Defense attorney Norm Pattis argued that it was harsh sentences for the Proud Boys that would make "people afraid to go to protests, for fear that if they become violent their incendiary speech might be used against them."

Kelly responded that it was "fair game" to consider protected speech as evidence of criminal intent. "People's fear that if they get violent their words will be used against them - there's simply no legal reason why that can't be," he said. But he agreed that the Proud Boys' conduct, while "extremely serious," wasn't the same as trying to "blow up a skyscraper."

Prosecutors argued Biggs had "talents" that gave him particularly dangerous. As a former employee of Infowars host Alex Jones, who helped organized the rally that preceded the riot, Biggs had a national platform. As a combat veteran, he had military experience. And he was close with Tarrio, who was barred from D.C. before Jan. 6 over the theft and destruction of a Black Lives Matter flag at an earlier protest.

With Tarrio unavailable, Biggs was put in charge of the Proud Boys on-the-ground efforts alongside Ethan Nordean of the Seattle area, who is set to be sentenced Friday.

"Biggs maintained his leadership position throughout the day on January 6," prosecutors said in their sentencing memorandum, directing a "relentless effort" to intimidate lawmakers confirming the electoral count.

A large contingent of Proud Boys marched to the Capitol before Trump directed his supporters there. Then, prosecutors say, Biggs led the growing mob forward through barricades and into the building. Capitol Police Officer Shae Cooney testified earlier in the week about standing on the other side of that crowd, trying to keep them out. She couldn't stop to connect with her family, she said, or to check on Officer Brian D. Sicknick, who collapsed hours after the riot and died the next day.

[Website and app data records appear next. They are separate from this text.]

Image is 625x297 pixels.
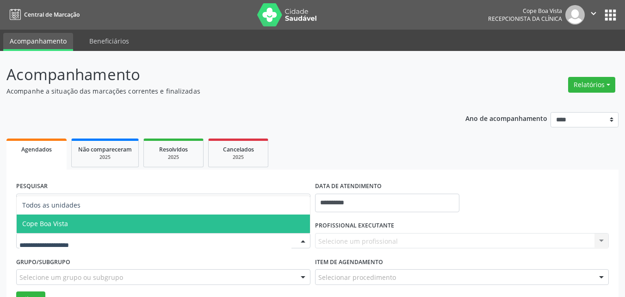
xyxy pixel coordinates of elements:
[603,7,619,23] button: apps
[21,145,52,153] span: Agendados
[566,5,585,25] img: img
[22,219,68,228] span: Cope Boa Vista
[83,33,136,49] a: Beneficiários
[22,200,81,209] span: Todos as unidades
[589,8,599,19] i: 
[488,15,562,23] span: Recepcionista da clínica
[215,154,262,161] div: 2025
[78,145,132,153] span: Não compareceram
[223,145,254,153] span: Cancelados
[16,255,70,269] label: Grupo/Subgrupo
[466,112,548,124] p: Ano de acompanhamento
[315,255,383,269] label: Item de agendamento
[585,5,603,25] button: 
[488,7,562,15] div: Cope Boa Vista
[3,33,73,51] a: Acompanhamento
[6,7,80,22] a: Central de Marcação
[78,154,132,161] div: 2025
[568,77,616,93] button: Relatórios
[159,145,188,153] span: Resolvidos
[150,154,197,161] div: 2025
[318,272,396,282] span: Selecionar procedimento
[315,219,394,233] label: PROFISSIONAL EXECUTANTE
[6,86,435,96] p: Acompanhe a situação das marcações correntes e finalizadas
[19,272,123,282] span: Selecione um grupo ou subgrupo
[16,179,48,194] label: PESQUISAR
[6,63,435,86] p: Acompanhamento
[315,179,382,194] label: DATA DE ATENDIMENTO
[24,11,80,19] span: Central de Marcação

"They decided to break the law, assault officers and cause an officer to lose his life and have other officers take their lives because of things that they saw," Cooney said. "Because the people in this courtroom decided that they weren't happy with how an election went."

After the riot, Biggs lied to the FBI, saying first that he wasn't at the Capitol and then that he was but he never went inside. He also encouraged other Proud Boys to delete any potentially incriminating messages after Tarrio's arrest. Like several other Proud Boys, Biggs was in contact with federal agents in advance of Jan. 6 but only provided information about the group's enemies on the left, according to court records.

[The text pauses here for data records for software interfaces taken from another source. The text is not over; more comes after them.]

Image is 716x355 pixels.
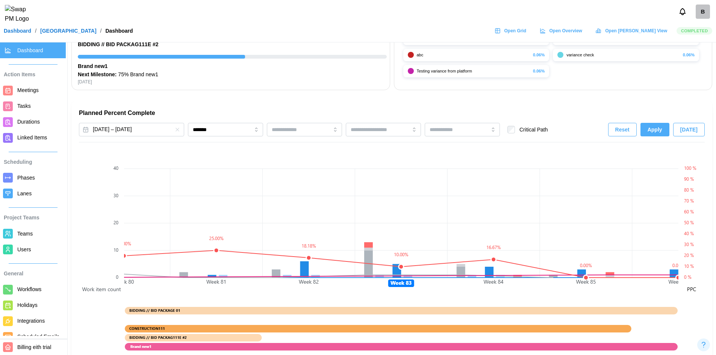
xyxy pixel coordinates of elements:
[682,52,694,58] div: 0.06%
[640,123,669,136] button: Apply
[78,71,116,77] strong: Next Milestone:
[35,28,36,33] div: /
[490,25,531,36] a: Open Grid
[17,231,33,237] span: Teams
[647,123,662,136] span: Apply
[676,5,688,18] button: Notifications
[417,68,530,74] div: Testing variance from platform
[17,103,31,109] span: Tasks
[535,25,587,36] a: Open Overview
[533,52,544,58] div: 0.06%
[615,123,629,136] span: Reset
[78,79,387,86] div: [DATE]
[17,334,59,340] span: Scheduled Emails
[78,71,387,79] div: 75% Brand new1
[78,41,387,49] div: BIDDING // BID PACKAG111E #2
[605,26,667,36] span: Open [PERSON_NAME] View
[5,5,35,24] img: Swap PM Logo
[100,28,102,33] div: /
[695,5,710,19] a: billingcheck4
[17,286,41,292] span: Workflows
[78,62,387,71] div: Brand new1
[17,246,31,252] span: Users
[17,190,32,196] span: Lanes
[591,25,672,36] a: Open [PERSON_NAME] View
[673,123,704,136] button: [DATE]
[79,123,184,136] button: Feb 26, 2024 – Jun 19, 2030
[17,318,45,324] span: Integrations
[549,26,582,36] span: Open Overview
[608,123,636,136] button: Reset
[4,28,31,33] a: Dashboard
[17,119,40,125] span: Durations
[504,26,526,36] span: Open Grid
[533,68,544,74] div: 0.06%
[106,28,133,33] div: Dashboard
[566,52,679,58] div: variance check
[17,344,51,350] span: Billing eith trial
[17,175,35,181] span: Phases
[17,134,47,140] span: Linked Items
[417,52,530,58] div: abc
[17,302,38,308] span: Holidays
[681,27,707,34] span: Completed
[17,87,39,93] span: Meetings
[695,5,710,19] div: B
[515,126,547,133] label: Critical Path
[680,123,697,136] span: [DATE]
[79,109,704,117] h2: Planned Percent Complete
[40,28,97,33] a: [GEOGRAPHIC_DATA]
[17,47,43,53] span: Dashboard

Later Thursday, Kelly is also scheduled to sentence Zachary Rehl of Philadelphia, another member of the Jan. 6 leadership group. Tarrio was scheduled for sentencing Wednesday, but that hearing was moved to next week. Prosecutors are asking for a 30-year sentence for Rehl.

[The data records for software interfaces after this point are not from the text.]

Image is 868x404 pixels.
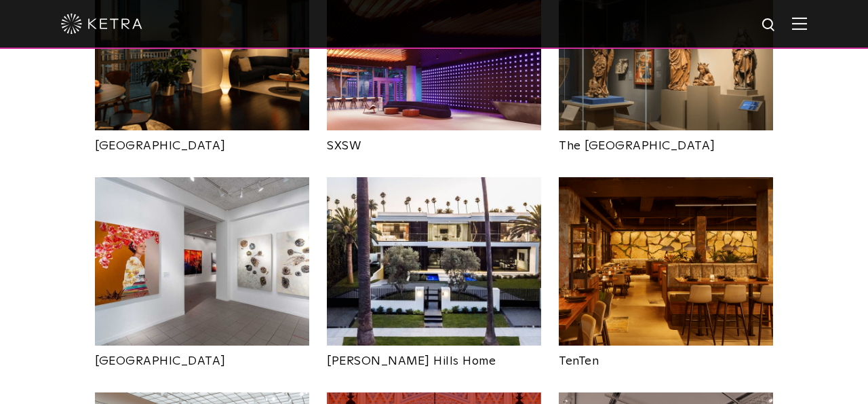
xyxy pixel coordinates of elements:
[792,17,807,30] img: Hamburger%20Nav.svg
[559,130,773,152] a: The [GEOGRAPHIC_DATA]
[327,177,541,346] img: beverly-hills-home-web-14
[327,346,541,367] a: [PERSON_NAME] Hills Home
[95,177,309,346] img: Oceanside Thumbnail photo
[559,346,773,367] a: TenTen
[762,17,778,34] img: search icon
[327,130,541,152] a: SXSW
[61,14,143,34] img: ketra-logo-2019-white
[95,346,309,367] a: [GEOGRAPHIC_DATA]
[95,130,309,152] a: [GEOGRAPHIC_DATA]
[559,177,773,346] img: New-Project-Page-hero-(3x)_0016_full_amber_2000k_1518_w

Representing both Biggs and Rehl, defense attorney Pattis argued that they were not responsible for the violence of others or for Trump's efforts to undermine the democratic process. Of the five Proud Boys who went on trial together, only one was convicted of assaulting an officer - Dominic Pezzola, for stealing a police riot shield that he then used to break a window and create the rioters' first point of entry into the Capitol building. Pezzola was also the only defendant acquitted on the seditious conspiracy charge.

"There is a crisis of legitimacy in this country," Pattis said, but "to suggest that this is the responsibility of Mr. Biggs is silly." He questioned why Trump was not charged with seditious conspiracy when he was indicted on other felonies related to the 2020 election.

The judges imposing felony sentences in Jan. 6, 2021, cases have largely gone below federal sentencing guidelines and prosecutors' recommendations. On Wednesday, U.S. District Judge Amit P. Mehta imposed a term of 15 months on the wife of Oath Keepers leader Kelly Meggs, calling guidelines of 97 to 121 months for the 62-year-old woman "overly harsh." He previously sentenced Meggs, convicted of seditious conspiracy with Rhodes, to 12 years in prison.